During the course of the past three weeks I spent in Europe, I engaged in conversations and sometimes arguments about Egypt’s current affairs with friends working in professions related in one way or another to Middle Eastern politics. Interestingly, in most of the encounters we were stuck in the dilemma of labelling what is currently happening in Egypt.
In a strange and confusing manner, my friends expressed subtle happiness that political Islamists are not in power anymore, however being advocates for democracy makes them obliged to reject any political change that does not come through ballot boxes. They are stuck, like most non-Egyptians, in the short-sighted dilemma of the two conflicting labels “legitimacy” versus “military coup”.
This war of labels is primarily played among four entities:
The military, which stepped in and reshaped the current political scene in Egypt by deposing an elected president, Mohamed Morsi, on 3 July following massive protests across the country.
The Muslim Brotherhood as well as some smaller Islamist groups, who strongly believe that deposing the first elected Islamist leader is a conspiracy by the military and the seculars against Islam, and consider it war on legitimacy.
The international community, that by default cannot repeat mistakes of the past and stand against democracy by supporting non-elected entities, which in this case is the Egyptian army.
And as always in the world of political games comes the most underestimated player: the people; the majority of the country’s active citizens headed to the streets on 30 June after 23 million signatures withdrew confidence from Morsi and Brotherhood rule.
I will not go into detail and bring up the argument of “is it a military coup or not?” According to stereotypical “formal democracy”, known and practiced in politically stable and “developed” countries, it is clearly a military coup.
I believe this term represents a very rigid perspective of democracy, one which severely disregards concepts of post-revolutionary transitions, ill-managed electoral processes and the power of the masses in an ongoing revolution.
However, we do have to deal with it as a military coup, as no democracy can develop under military rule (including the relatively smart ones that rule from behind a civilian curtain like in the Egyptian case.)
Adding to the complexity of the labelling dilemma, we have significantly underestimated the power of the highly dynamic masses. Yes, we do have to resist growing powers of any military, but at the same time we have to understand that it is more of a “revolutionary approximation”, in which the masses decided to appoint a new representative to lead change, more than being a simplistic military coup.
We also have to put revolutionary developments in context since 25 January 2011.
The absence of reliable revolutionary leadership made the masses delegate the old Supreme Council of the Armed Forces in 2011 to finalise the job. When the military messed up, the masses let the Brotherhood take their chance at leadership through what was meant to be democracy. When the Brotherhood conspired against the demands of the revolution, the masses thought the new military leadership might be a leader as well and they simply shifted support attempting to bring Morsi and the Brotherhood down. (Brecht De Smet, Ghent University)
Dynamics of mass mobilisations and popular uprisings cannot be interpreted or analysed under traditional contexts of formal democracy.
Simplistically calling the change in Egypt a military coup, either by Islamists and their supporters in Rabaa Al-Adaweya and Al-Nahda Square or by international players, entails a significant disrespect to 23 million citizen signatures against the Brotherhood’s rule; Morsi barely won the 2012 elections with only 12 million votes.
As for the question of legitimacy (a label and a slogan used by the Brotherhood to fight their last direct battle to keep as much as they can of political influence), it represents manipulation by the Brotherhood leaders and short-sightedness from international players.
Notwithstanding the violations of incitement and calling for violence before and after 30 June, legitimacy as a label could easily be stripped from the Brotherhood in their fight for power. One simple question within the context of formal democracy could do the job: isn’t voting for a president (Morsi) and having another one (the Supreme Guide of the Muslim Brotherhood Mohamed Badie) ruling the country considered a blunt violation of democratic foundations?
Between the mess of labels, interference by international players, manipulation by Brotherhood leaders to their own poor followers, unclear military agenda and social fascism on the rise, a long road is ahead of Egypt to reach stability, or even start a proper post-Mubarak transition.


**Assignment**
Identify all lines of the data containing the string "values" and copy them.

**Available data**

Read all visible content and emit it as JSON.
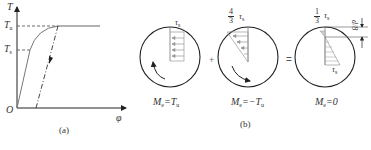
{
  "panel_a": {
    "caption": "(a)",
    "y_axis_label": "T",
    "x_axis_label": "φ",
    "origin_label": "O",
    "tick_labels": [
      {
        "main": "T",
        "sub": "u"
      },
      {
        "main": "T",
        "sub": "s"
      }
    ]
  },
  "panel_b": {
    "caption": "(b)",
    "operators": [
      "+",
      "="
    ],
    "circles": [
      {
        "stress_label": {
          "main": "τ",
          "sub": "s"
        },
        "moment_label": {
          "main": "M",
          "sub": "e",
          "eq": "=T",
          "eq_sub": "u"
        },
        "rotation": "counterclockwise"
      },
      {
        "stress_label": {
          "frac_num": "4",
          "frac_den": "3",
          "main": "τ",
          "sub": "s"
        },
        "moment_label": {
          "main": "M",
          "sub": "e",
          "eq": "=−T",
          "eq_sub": "u"
        },
        "rotation": "clockwise"
      },
      {
        "stress_label": {
          "frac_num": "1",
          "frac_den": "3",
          "main": "τ",
          "sub": "s"
        },
        "stress_label_bottom": {
          "main": "τ",
          "sub": "s"
        },
        "moment_label": {
          "main": "M",
          "sub": "e",
          "eq": "=0"
        },
        "dimension_label": "d/8"
      }
    ]
  }
}
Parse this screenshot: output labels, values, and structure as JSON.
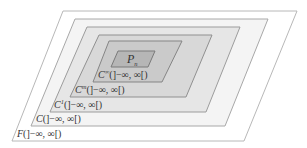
{
  "diagram": {
    "layers": [
      {
        "id": "F",
        "base": "F",
        "superscript": "",
        "interval": "(]−∞, ∞[)",
        "fill": "#ffffff",
        "stroke": "#b8b8b8"
      },
      {
        "id": "C",
        "base": "C",
        "superscript": "",
        "interval": "(]−∞, ∞[)",
        "fill": "#f4f4f4",
        "stroke": "#a8a8a8"
      },
      {
        "id": "C1",
        "base": "C",
        "superscript": "1",
        "interval": "(]−∞, ∞[)",
        "fill": "#e6e6e6",
        "stroke": "#9c9c9c"
      },
      {
        "id": "Cm",
        "base": "C",
        "superscript": "m",
        "interval": "(]−∞, ∞[)",
        "fill": "#d8d8d8",
        "stroke": "#909090"
      },
      {
        "id": "Cinf",
        "base": "C",
        "superscript": "∞",
        "interval": "(]−∞, ∞[)",
        "fill": "#cacaca",
        "stroke": "#858585"
      }
    ],
    "core": {
      "base": "P",
      "subscript": "n",
      "fill": "#b6b6b6",
      "stroke": "#7a7a7a"
    }
  }
}
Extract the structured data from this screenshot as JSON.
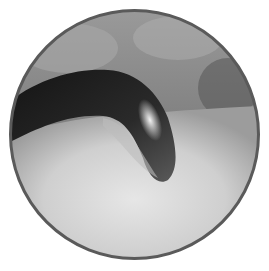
{
  "image": {
    "description": "Circular grayscale endoscopic/arthroscopic view showing a dark curved tubular structure over a pale smooth surface",
    "shape": "circle",
    "colors": {
      "border": "#5a5a5a",
      "background_top": "#8a8a8a",
      "tissue_light": "#d8d8d8",
      "structure_dark": "#1e1e1e",
      "highlight": "#f2f2f2"
    }
  }
}
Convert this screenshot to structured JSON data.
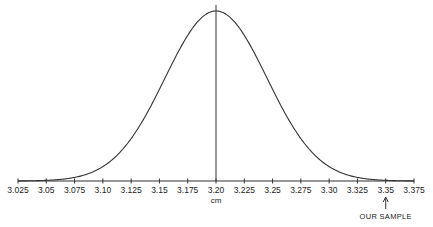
{
  "chart_data": {
    "type": "line",
    "title": "",
    "xlabel": "cm",
    "ylabel": "",
    "x_ticks": [
      "3.025",
      "3.05",
      "3.075",
      "3.10",
      "3.125",
      "3.15",
      "3.175",
      "3.20",
      "3.225",
      "3.25",
      "3.275",
      "3.30",
      "3.325",
      "3.35",
      "3.375"
    ],
    "xlim": [
      3.025,
      3.375
    ],
    "grid": false,
    "legend": null,
    "series": [
      {
        "name": "normal distribution",
        "distribution": "normal",
        "mean": 3.2,
        "std_dev": 0.045,
        "x": [
          3.025,
          3.05,
          3.075,
          3.1,
          3.125,
          3.15,
          3.175,
          3.2,
          3.225,
          3.25,
          3.275,
          3.3,
          3.325,
          3.35,
          3.375
        ],
        "values": [
          0.02,
          0.07,
          0.21,
          0.08,
          0.25,
          0.54,
          0.86,
          1.0,
          0.86,
          0.54,
          0.25,
          0.08,
          0.02,
          0.004,
          0.0005
        ]
      }
    ],
    "mean_line": {
      "x": 3.2
    },
    "annotations": [
      {
        "text": "OUR SAMPLE",
        "x": 3.35,
        "type": "arrow-up"
      }
    ]
  },
  "axis": {
    "unit_label": "cm"
  },
  "annotation": {
    "label": "OUR SAMPLE"
  }
}
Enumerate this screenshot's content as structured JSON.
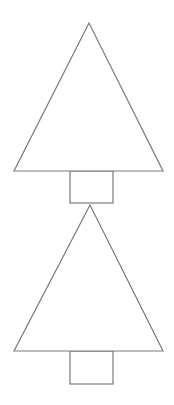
{
  "canvas": {
    "width": 174,
    "height": 405,
    "background": "#ffffff"
  },
  "style": {
    "stroke": "#7a7a7a",
    "fill": "#ffffff",
    "stroke_width": 1.2
  },
  "trees": [
    {
      "name": "tree-1",
      "triangle": {
        "points": [
          [
            89,
            23
          ],
          [
            14,
            171
          ],
          [
            163,
            171
          ]
        ]
      },
      "trunk": {
        "x": 70,
        "y": 171,
        "width": 43,
        "height": 32
      }
    },
    {
      "name": "tree-2",
      "triangle": {
        "points": [
          [
            90,
            205
          ],
          [
            14,
            351
          ],
          [
            163,
            351
          ]
        ]
      },
      "trunk": {
        "x": 70,
        "y": 351,
        "width": 43,
        "height": 33
      }
    }
  ]
}
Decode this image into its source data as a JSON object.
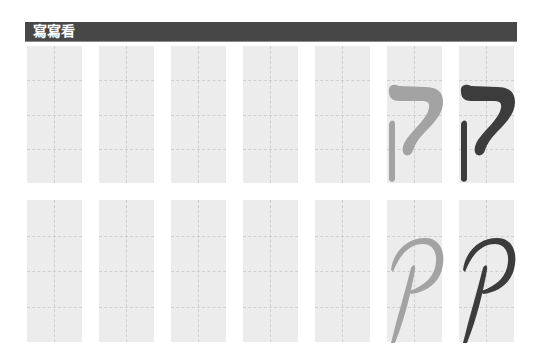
{
  "header": {
    "title": "寫寫看"
  },
  "practice": {
    "letter_name": "qof",
    "rows": [
      {
        "style": "print",
        "glyph": "ק",
        "boxes": [
          {
            "content": "empty"
          },
          {
            "content": "empty"
          },
          {
            "content": "empty"
          },
          {
            "content": "empty"
          },
          {
            "content": "empty"
          },
          {
            "content": "trace",
            "color": "#a3a3a3"
          },
          {
            "content": "model",
            "color": "#3c3c3c"
          }
        ]
      },
      {
        "style": "cursive",
        "glyph": "ק",
        "boxes": [
          {
            "content": "empty"
          },
          {
            "content": "empty"
          },
          {
            "content": "empty"
          },
          {
            "content": "empty"
          },
          {
            "content": "empty"
          },
          {
            "content": "trace",
            "color": "#a3a3a3"
          },
          {
            "content": "model",
            "color": "#3c3c3c"
          }
        ]
      }
    ]
  },
  "colors": {
    "header_bg": "#474747",
    "header_text": "#ffffff",
    "box_bg": "#ececec",
    "guide": "#cfcfcf",
    "trace": "#a3a3a3",
    "model": "#3c3c3c"
  }
}
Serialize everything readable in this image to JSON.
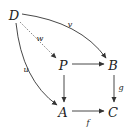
{
  "diagram": {
    "type": "commutative-diagram-pullback",
    "nodes": {
      "D": {
        "label": "D",
        "x": 14,
        "y": 15
      },
      "P": {
        "label": "P",
        "x": 63,
        "y": 66
      },
      "B": {
        "label": "B",
        "x": 113,
        "y": 66
      },
      "A": {
        "label": "A",
        "x": 63,
        "y": 112
      },
      "C": {
        "label": "C",
        "x": 113,
        "y": 112
      }
    },
    "arrows": [
      {
        "from": "D",
        "to": "B",
        "label": "v",
        "style": "solid",
        "curved": true
      },
      {
        "from": "D",
        "to": "P",
        "label": "w",
        "style": "dotted",
        "curved": false
      },
      {
        "from": "D",
        "to": "A",
        "label": "u",
        "style": "solid",
        "curved": true
      },
      {
        "from": "P",
        "to": "B",
        "label": "",
        "style": "solid",
        "curved": false
      },
      {
        "from": "P",
        "to": "A",
        "label": "",
        "style": "solid",
        "curved": false
      },
      {
        "from": "B",
        "to": "C",
        "label": "g",
        "style": "solid",
        "curved": false
      },
      {
        "from": "A",
        "to": "C",
        "label": "f",
        "style": "solid",
        "curved": false
      }
    ],
    "labels": {
      "v": "v",
      "w": "w",
      "u": "u",
      "g": "g",
      "f": "f"
    },
    "colors": {
      "stroke": "#333333",
      "text": "#222222"
    }
  }
}
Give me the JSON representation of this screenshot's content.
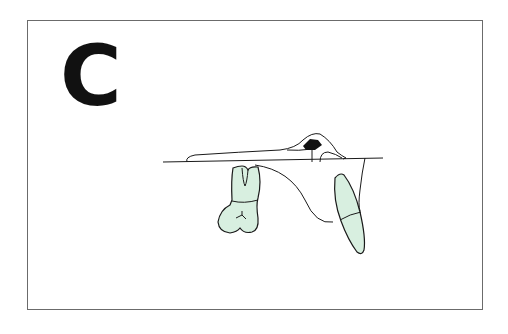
{
  "figure": {
    "panel_label": "C",
    "colors": {
      "frame": "#6b6b6b",
      "line": "#1a1a1a",
      "tooth_fill": "#d8efe0",
      "marker": "#111111"
    }
  }
}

**Reply**
Parse this screenshot: output labels, values, and structure as JSON.
        "values": [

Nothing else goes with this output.